Alice Marie “Bee” Wolter, October 3, 1930 – November 14, 2019
“I’m a good ole boy and my Momma loves me, but she can’t understand why they keep showin’ my hands and not my face on TV.”
Waylon Jennings was so well known on the Country Music scene that by the time he played Good Ole Boy for the 1979 redneck sitcom, The Dukes of Hazard, everyone who heard the verse knew who was singing it. Waylon’s face never appeared, only his jeans, cowboy shirt and leather vest framing his fingers picking his signature white and black Fender Telecaster. It was an inside joke. But we understood. Waylon was already famous as an “outlaw” country singer. We didn’t need to see his face. We could recognize the sound of his guitar and that coal mine deep baritone anywhere.
About the same time that Waylon and the Duke Brothers were hitting their stride the hands of another musician of a totally different stripe began appearing regularly on television. In Touch, the television ministry of Dr. Charles Stanley began airing nationwide in the early eighties. In those days part of the signature opening sequence for the program was a shot of a pair of skilled hands caressing the ivory white keys of a black grand piano. The viewer never saw the musician’s face and very few people ever knew her name but those of us who were members of First Baptist Church of Atlanta back then didn’t need to. We recognized the hands and knew the signature sound of one of the most talented and dedicated servants to ever play a hymn. We used to sing her that verse of Waylon’s song during rehearsals just to kid her.
Her name is Alice Marie “Bee” Wolter. For twenty-two years she caressed the keys for countless rehearsals, worship services, weddings, funerals, church theatrical productions and traveling choirs as part of the ministry of First Baptist Church of Atlanta. That’s when I met her and more importantly, met her daughter who became my wife. But that doesn’t even make up half of her time in service to the King at the keyboard.
Bee began playing for the church when she was ten years old. She went on to major in organ music at Ohio State University. The week after my wife was born, she was back at the keys with the baby in nursery. She was pianist every summer for about 40 years at Camp Barakel in northern Michigan. And, as of 2016, when she played for her last church in Kennesaw, GA, she had been at her post in some church or ministry, almost every Sunday and many nights in between, for seventy-five years.
The Apostle Paul wrote the Colossians, “Whatever you do, work at it with all your heart, as working for the Lord, not for men, since you know that you will receive an inheritance from the Lord as a reward. It is the Lord Christ you are serving.”[1]
Watching her practice, even well up into her 70’s when she probably could have winged and gotten by, one knew that Bee took that to heart. She said she always heard the words in her head when she played, worshiping with the congregation as she gave them the tune and followed without fail the conductor’s tempo. Those of us she accompanied loved to sing when she played because she always made us look good.
So, if you ever get discouraged and wonder if anyone will ever appreciate your work for the Kingdom of God, take a little lesson from my mother-in-law Bee who went home to be with the Lord last week. Very few people on earth will ever know her name. And no one will see her face on TV. But she is enjoying her inheritance in the presence of her King.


■ Task to complete: Copy every line of the records below that holds the word "minerals".

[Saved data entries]
━━━

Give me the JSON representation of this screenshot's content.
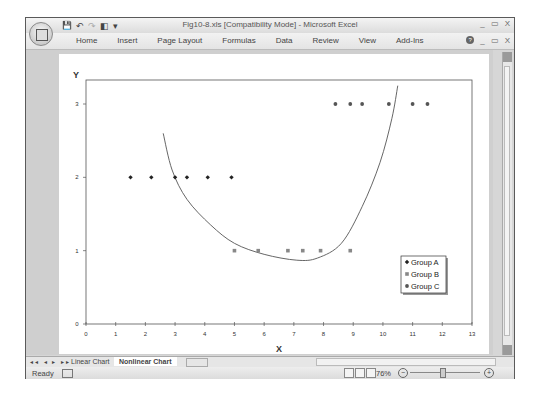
{
  "window": {
    "title": "Fig10-8.xls  [Compatibility Mode] - Microsoft Excel",
    "controls": [
      "_",
      "▭",
      "X"
    ]
  },
  "quick_access": {
    "save": "💾",
    "undo": "↶",
    "redo": "↷",
    "extra": "◧",
    "customize": "▾"
  },
  "ribbon": {
    "tabs": [
      "Home",
      "Insert",
      "Page Layout",
      "Formulas",
      "Data",
      "Review",
      "View",
      "Add-Ins"
    ],
    "help": "?",
    "doc_controls": [
      "_",
      "▭",
      "X"
    ]
  },
  "chart_data": {
    "type": "scatter",
    "title": "",
    "xlabel": "X",
    "ylabel": "Y",
    "xlim": [
      0,
      13
    ],
    "ylim": [
      0,
      3.3
    ],
    "x_ticks": [
      "0",
      "1",
      "2",
      "3",
      "4",
      "5",
      "6",
      "7",
      "8",
      "9",
      "10",
      "11",
      "12",
      "13"
    ],
    "y_ticks": [
      "0",
      "1",
      "2",
      "3"
    ],
    "grid": false,
    "legend_position": "inside-lower-right",
    "series": [
      {
        "name": "Group A",
        "marker": "diamond",
        "color": "#222222",
        "x": [
          1.5,
          2.2,
          3.0,
          3.4,
          4.1,
          4.9
        ],
        "y": [
          2,
          2,
          2,
          2,
          2,
          2
        ]
      },
      {
        "name": "Group B",
        "marker": "square",
        "color": "#888888",
        "x": [
          5.0,
          5.8,
          6.8,
          7.3,
          7.9,
          8.9
        ],
        "y": [
          1,
          1,
          1,
          1,
          1,
          1
        ]
      },
      {
        "name": "Group C",
        "marker": "circle",
        "color": "#555555",
        "x": [
          8.4,
          8.9,
          9.3,
          10.2,
          11.0,
          11.5
        ],
        "y": [
          3,
          3,
          3,
          3,
          3,
          3
        ]
      }
    ],
    "annotations": [
      {
        "type": "curve",
        "description": "U-shaped nonlinear boundary",
        "points": [
          [
            2.6,
            2.6
          ],
          [
            2.9,
            2.1
          ],
          [
            3.4,
            1.7
          ],
          [
            4.2,
            1.35
          ],
          [
            5.0,
            1.1
          ],
          [
            6.0,
            0.95
          ],
          [
            7.1,
            0.87
          ],
          [
            7.8,
            0.9
          ],
          [
            8.6,
            1.1
          ],
          [
            9.3,
            1.6
          ],
          [
            9.9,
            2.2
          ],
          [
            10.3,
            2.8
          ],
          [
            10.5,
            3.25
          ]
        ]
      }
    ]
  },
  "sheets": {
    "nav": "◂◂ ◂ ▸ ▸▸",
    "tabs": [
      "Linear Chart",
      "Nonlinear Chart"
    ],
    "active": "Nonlinear Chart"
  },
  "status": {
    "text": "Ready",
    "zoom": "76%",
    "zoom_out": "−",
    "zoom_in": "+"
  }
}
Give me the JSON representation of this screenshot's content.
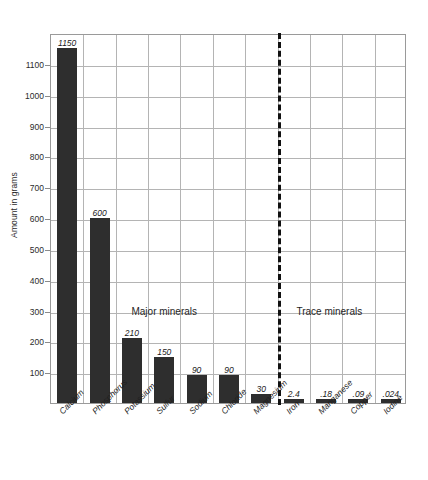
{
  "chart_data": {
    "type": "bar",
    "title": "",
    "subtitle": "",
    "xlabel": "",
    "ylabel": "Amount in grams",
    "ylim": [
      0,
      1200
    ],
    "ytick_step": 100,
    "grid": true,
    "legend": "none",
    "categories": [
      "Calcium",
      "Phosphorus",
      "Potassium",
      "Sulfur",
      "Sodium",
      "Chloride",
      "Magnesium",
      "Iron",
      "Manganese",
      "Copper",
      "Iodine"
    ],
    "values": [
      1150,
      600,
      210,
      150,
      90,
      90,
      30,
      2.4,
      0.18,
      0.09,
      0.024
    ],
    "value_labels": [
      "1150",
      "600",
      "210",
      "150",
      "90",
      "90",
      "30",
      "2.4",
      ".18",
      ".09",
      ".024"
    ],
    "ytick_labels": [
      "100",
      "200",
      "300",
      "400",
      "500",
      "600",
      "700",
      "800",
      "900",
      "1000",
      "1100"
    ],
    "ytick_values": [
      100,
      200,
      300,
      400,
      500,
      600,
      700,
      800,
      900,
      1000,
      1100
    ],
    "annotations": [
      {
        "text": "Major minerals",
        "x_center_category": 3.5
      },
      {
        "text": "Trace minerals",
        "x_center_category": 8.6
      }
    ],
    "divider": {
      "after_category_index": 6,
      "style": "dashed",
      "color": "#111111"
    },
    "bar_color": "#2e2e2e",
    "grid_color": "#b4b4b4",
    "axis_color": "#9a9a9a"
  },
  "footer": {
    "note": ""
  }
}
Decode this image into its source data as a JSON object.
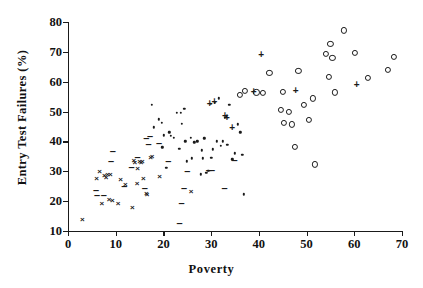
{
  "chart_data": {
    "type": "scatter",
    "title": "",
    "xlabel": "Poverty",
    "ylabel": "Entry Test Failures (%)",
    "xlim": [
      0,
      70
    ],
    "ylim": [
      10,
      80
    ],
    "xticks": [
      0,
      10,
      20,
      30,
      40,
      50,
      60,
      70
    ],
    "yticks": [
      10,
      20,
      30,
      40,
      50,
      60,
      70,
      80
    ],
    "grid": false,
    "legend": "none",
    "series": [
      {
        "name": "cross",
        "marker": "x",
        "points": [
          [
            3.0,
            13.8
          ],
          [
            6.0,
            27.4
          ],
          [
            6.6,
            29.9
          ],
          [
            7.1,
            19.2
          ],
          [
            7.6,
            28.3
          ],
          [
            8.0,
            27.7
          ],
          [
            8.3,
            28.9
          ],
          [
            8.6,
            20.4
          ],
          [
            8.9,
            28.6
          ],
          [
            9.3,
            20.0
          ],
          [
            10.5,
            19.0
          ],
          [
            11.0,
            27.1
          ],
          [
            12.0,
            25.3
          ],
          [
            13.5,
            17.6
          ],
          [
            13.8,
            33.3
          ],
          [
            14.0,
            32.8
          ],
          [
            14.5,
            25.6
          ],
          [
            14.6,
            30.6
          ],
          [
            15.0,
            33.1
          ],
          [
            15.3,
            32.9
          ],
          [
            15.6,
            33.2
          ],
          [
            15.8,
            27.4
          ],
          [
            16.4,
            22.4
          ],
          [
            16.6,
            22.0
          ],
          [
            17.3,
            34.6
          ],
          [
            17.6,
            34.8
          ],
          [
            19.2,
            28.1
          ],
          [
            25.8,
            23.1
          ],
          [
            33.2,
            48.2
          ]
        ]
      },
      {
        "name": "dash",
        "marker": "-",
        "points": [
          [
            5.9,
            23.8
          ],
          [
            6.1,
            22.2
          ],
          [
            7.5,
            21.9
          ],
          [
            9.0,
            33.6
          ],
          [
            9.4,
            36.9
          ],
          [
            11.8,
            25.2
          ],
          [
            13.3,
            31.5
          ],
          [
            14.6,
            34.9
          ],
          [
            16.1,
            24.3
          ],
          [
            16.9,
            39.3
          ],
          [
            17.2,
            41.9
          ],
          [
            19.1,
            39.6
          ],
          [
            23.4,
            12.8
          ],
          [
            23.8,
            19.4
          ],
          [
            24.3,
            24.4
          ],
          [
            25.0,
            30.0
          ],
          [
            29.5,
            30.3
          ],
          [
            30.2,
            30.4
          ],
          [
            32.8,
            24.4
          ],
          [
            34.9,
            33.8
          ],
          [
            21.0,
            33.6
          ],
          [
            16.4,
            41.3
          ]
        ]
      },
      {
        "name": "dot",
        "marker": ".",
        "points": [
          [
            17.6,
            52.3
          ],
          [
            18.0,
            44.7
          ],
          [
            19.0,
            47.4
          ],
          [
            19.6,
            46.3
          ],
          [
            20.1,
            42.0
          ],
          [
            20.6,
            31.2
          ],
          [
            21.5,
            41.8
          ],
          [
            22.2,
            41.2
          ],
          [
            22.8,
            49.6
          ],
          [
            23.3,
            37.6
          ],
          [
            23.6,
            49.5
          ],
          [
            23.9,
            46.0
          ],
          [
            24.4,
            51.0
          ],
          [
            24.6,
            40.1
          ],
          [
            24.9,
            33.4
          ],
          [
            25.8,
            41.3
          ],
          [
            26.5,
            39.7
          ],
          [
            27.1,
            40.0
          ],
          [
            27.8,
            29.0
          ],
          [
            28.1,
            37.0
          ],
          [
            28.6,
            41.0
          ],
          [
            29.0,
            29.5
          ],
          [
            29.4,
            30.2
          ],
          [
            29.9,
            52.6
          ],
          [
            30.3,
            37.3
          ],
          [
            30.8,
            53.0
          ],
          [
            31.2,
            40.0
          ],
          [
            31.6,
            54.5
          ],
          [
            32.0,
            38.5
          ],
          [
            32.5,
            40.0
          ],
          [
            32.8,
            47.9
          ],
          [
            33.4,
            38.9
          ],
          [
            33.8,
            52.3
          ],
          [
            34.4,
            34.0
          ],
          [
            34.9,
            36.0
          ],
          [
            35.6,
            45.8
          ],
          [
            36.1,
            43.1
          ],
          [
            36.5,
            35.5
          ],
          [
            36.9,
            22.3
          ],
          [
            21.2,
            43.0
          ],
          [
            26.0,
            34.4
          ],
          [
            28.3,
            34.4
          ],
          [
            30.0,
            34.5
          ],
          [
            19.8,
            38.0
          ]
        ]
      },
      {
        "name": "plus",
        "marker": "+",
        "points": [
          [
            29.7,
            52.6
          ],
          [
            30.7,
            53.3
          ],
          [
            32.9,
            48.5
          ],
          [
            33.3,
            48.0
          ],
          [
            34.4,
            44.5
          ],
          [
            38.9,
            56.5
          ],
          [
            40.5,
            68.8
          ],
          [
            47.7,
            57.0
          ],
          [
            60.5,
            58.8
          ]
        ]
      },
      {
        "name": "circle",
        "marker": "o",
        "points": [
          [
            36.0,
            55.7
          ],
          [
            37.1,
            57.0
          ],
          [
            39.5,
            56.4
          ],
          [
            40.8,
            56.2
          ],
          [
            42.2,
            62.9
          ],
          [
            44.6,
            50.6
          ],
          [
            45.0,
            56.6
          ],
          [
            45.2,
            46.2
          ],
          [
            46.3,
            49.9
          ],
          [
            47.0,
            45.7
          ],
          [
            47.5,
            38.1
          ],
          [
            48.3,
            63.7
          ],
          [
            49.4,
            52.3
          ],
          [
            50.5,
            47.2
          ],
          [
            51.3,
            54.4
          ],
          [
            51.8,
            32.3
          ],
          [
            54.0,
            69.2
          ],
          [
            54.6,
            61.6
          ],
          [
            55.0,
            72.7
          ],
          [
            55.4,
            67.9
          ],
          [
            56.0,
            56.4
          ],
          [
            57.9,
            77.2
          ],
          [
            60.2,
            69.7
          ],
          [
            62.8,
            61.2
          ],
          [
            67.0,
            64.0
          ],
          [
            68.3,
            68.2
          ]
        ]
      }
    ]
  }
}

━━━

■ Written answer:
        "text": "Major minerals",
        "text": "Trace minerals",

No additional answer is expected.